On DVD: The Lives of Others

The Lives of Others, a German film which won the Best Foreign Language Film Academy Award for the year 2006, is the story of East Germany just before glasnost, and the Secret Police whose mission was to "know everything." It follows one interrrogator/inspector, perfect (of course) in his methods and his fidelity to the state, and his unraveling while spying on a successful playwright and his actress girlfriend. It's a very observant, well-acted, highly detailed look at the terror and betrayals of living in a police state — especially one that encouraged you to turn on your friends, neighbors, and loved ones, and one that made no bones about destroying your life when it wanted to.

The film, alas, beat out the far superior Pan's Labyrinth for the Academy Award. While the two films are different, there are a lot of similarities: life and resistance under a totalitarian regime is the major focus of both. "Lives," however, lacks the imagination and depth of Pan's Labyrinth. While Lives is clear and calculated, Pan's Labyrinth is harsh and brutal in its truths, and beautiful while being ugly and cruel all at once. It's a much, much better film, but, I suppose, being a "children's tale" filled with monsters and the fanatasitcal, it wasn't "serious" enough to be worthy of an Academy Award.

I'm not even suggesting that Lives is a bad movie. I just that it's once again an example of how the Academy robs truly great films of their due. Hello E.T.! Hello Brokeback Mountain!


◆ HOW TO COMPLETE THIS TASK:
Pictures are to be left out, and the rest of the records reproduced exactly.

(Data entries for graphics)
☆ ☆ ☆

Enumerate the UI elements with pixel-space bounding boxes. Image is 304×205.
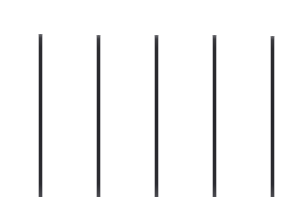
image-canvas [0, 0, 304, 205]
vertical-line-3 [155, 35, 158, 197]
vertical-lines-group [0, 0, 304, 205]
vertical-line-1 [39, 34, 42, 197]
vertical-line-5 [271, 36, 274, 197]
vertical-line-2 [97, 35, 100, 197]
vertical-line-4 [213, 35, 216, 197]
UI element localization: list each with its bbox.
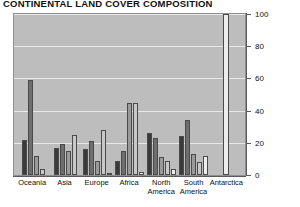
- x-axis-label: Oceania: [16, 179, 48, 196]
- bar: [28, 80, 33, 175]
- y-axis-title: Land cover composition (per cent): [272, 13, 300, 176]
- bar: [179, 136, 184, 175]
- bar-group: [17, 14, 49, 175]
- bar: [185, 120, 190, 175]
- chart-container: CONTINENTAL LAND COVER COMPOSITION 02040…: [0, 0, 300, 207]
- y-tick-label: 100: [255, 10, 268, 19]
- bar: [22, 140, 27, 175]
- y-tick: [247, 175, 251, 176]
- bar: [165, 161, 170, 175]
- bar-group: [210, 14, 242, 175]
- bar: [153, 138, 158, 175]
- x-axis-label: Antarctica: [210, 179, 243, 196]
- bar-group: [113, 14, 145, 175]
- bar: [147, 133, 152, 175]
- y-tick: [247, 78, 251, 79]
- y-tick: [247, 46, 251, 47]
- bar: [101, 130, 106, 175]
- bar: [121, 151, 126, 175]
- bar-group: [81, 14, 113, 175]
- bar: [107, 173, 112, 175]
- bar: [223, 14, 229, 175]
- x-axis-label: Europe: [81, 179, 113, 196]
- bar-group: [49, 14, 81, 175]
- bar: [40, 169, 45, 175]
- bars-layer: [14, 14, 245, 175]
- bar-group: [146, 14, 178, 175]
- bar: [139, 172, 144, 175]
- y-tick-label: 40: [255, 106, 264, 115]
- bar: [159, 157, 164, 175]
- bar: [171, 169, 176, 175]
- bar-group: [178, 14, 210, 175]
- bar: [133, 103, 138, 175]
- bar: [127, 103, 132, 175]
- bar: [191, 154, 196, 175]
- bar: [197, 162, 202, 175]
- y-tick-label: 80: [255, 42, 264, 51]
- x-axis-label: NorthAmerica: [145, 179, 177, 196]
- bar: [89, 141, 94, 175]
- y-tick: [247, 111, 251, 112]
- bar: [115, 161, 120, 175]
- chart-title: CONTINENTAL LAND COVER COMPOSITION: [3, 0, 293, 9]
- bar: [54, 148, 59, 175]
- x-axis-labels: OceaniaAsiaEuropeAfricaNorthAmericaSouth…: [13, 179, 246, 196]
- bar: [72, 135, 77, 175]
- bar: [60, 144, 65, 175]
- y-tick: [247, 143, 251, 144]
- y-tick-label: 0: [255, 171, 259, 180]
- y-tick-label: 60: [255, 74, 264, 83]
- bar: [66, 151, 71, 175]
- y-axis: 020406080100: [246, 13, 253, 176]
- bar: [203, 156, 208, 175]
- x-axis-label: Africa: [113, 179, 145, 196]
- x-axis: [13, 176, 246, 177]
- bar: [83, 149, 88, 175]
- bar: [34, 156, 39, 175]
- plot-area: [13, 13, 246, 176]
- y-tick-label: 20: [255, 138, 264, 147]
- x-axis-label: Asia: [48, 179, 80, 196]
- bar: [95, 161, 100, 175]
- y-tick: [247, 14, 251, 15]
- x-axis-label: SouthAmerica: [177, 179, 209, 196]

☆ ☆ ☆

◆ WRITTEN SOLUTION:
Enumerate the UI elements with pixel-space bounding boxes. Image is 304×205.
image-canvas [0, 0, 304, 205]
vertical-line-3 [155, 35, 158, 197]
vertical-lines-group [0, 0, 304, 205]
vertical-line-1 [39, 34, 42, 197]
vertical-line-5 [271, 36, 274, 197]
vertical-line-2 [97, 35, 100, 197]
vertical-line-4 [213, 35, 216, 197]
UI element localization: list each with its bbox.
- x-axis-label: Oceania: [16, 179, 48, 196]
- bar: [28, 80, 33, 175]
- y-axis-title: Land cover composition (per cent): [272, 13, 300, 176]
- bar: [179, 136, 184, 175]
- bar-group: [17, 14, 49, 175]
- bar: [185, 120, 190, 175]
- chart-container: CONTINENTAL LAND COVER COMPOSITION 02040…: [0, 0, 300, 207]
- y-tick-label: 100: [255, 10, 268, 19]
- bar: [22, 140, 27, 175]
- y-tick: [247, 175, 251, 176]
- bar: [165, 161, 170, 175]
- bar-group: [210, 14, 242, 175]
- bar: [153, 138, 158, 175]
- x-axis-label: Antarctica: [210, 179, 243, 196]
- bar-group: [113, 14, 145, 175]
- bar: [147, 133, 152, 175]
- y-tick: [247, 78, 251, 79]
- y-tick: [247, 46, 251, 47]
- bar: [101, 130, 106, 175]
- bar: [121, 151, 126, 175]
- bar-group: [81, 14, 113, 175]
- bar: [107, 173, 112, 175]
- bar: [223, 14, 229, 175]
- x-axis-label: Europe: [81, 179, 113, 196]
- bar-group: [49, 14, 81, 175]
- bar: [40, 169, 45, 175]
- bars-layer: [14, 14, 245, 175]
- bar-group: [146, 14, 178, 175]
- bar: [139, 172, 144, 175]
- y-tick-label: 40: [255, 106, 264, 115]
- bar: [159, 157, 164, 175]
- bar: [171, 169, 176, 175]
- bar-group: [178, 14, 210, 175]
- bar: [133, 103, 138, 175]
- bar: [127, 103, 132, 175]
- bar: [191, 154, 196, 175]
- bar: [197, 162, 202, 175]
- y-tick-label: 80: [255, 42, 264, 51]
- x-axis-label: NorthAmerica: [145, 179, 177, 196]
- bar: [89, 141, 94, 175]
- y-tick: [247, 111, 251, 112]
- bar: [115, 161, 120, 175]
- chart-title: CONTINENTAL LAND COVER COMPOSITION: [3, 0, 293, 9]
- bar: [54, 148, 59, 175]
- x-axis-labels: OceaniaAsiaEuropeAfricaNorthAmericaSouth…: [13, 179, 246, 196]
- bar: [72, 135, 77, 175]
- bar: [60, 144, 65, 175]
- y-tick: [247, 143, 251, 144]
- y-tick-label: 0: [255, 171, 259, 180]
- y-tick-label: 60: [255, 74, 264, 83]
- bar: [66, 151, 71, 175]
- y-axis: 020406080100: [246, 13, 253, 176]
- bar: [203, 156, 208, 175]
- x-axis-label: Africa: [113, 179, 145, 196]
- x-axis: [13, 176, 246, 177]
- bar: [83, 149, 88, 175]
- bar: [34, 156, 39, 175]
- plot-area: [13, 13, 246, 176]
- y-tick-label: 20: [255, 138, 264, 147]
- x-axis-label: Asia: [48, 179, 80, 196]
- bar: [95, 161, 100, 175]
- y-tick: [247, 14, 251, 15]
- x-axis-label: SouthAmerica: [177, 179, 209, 196]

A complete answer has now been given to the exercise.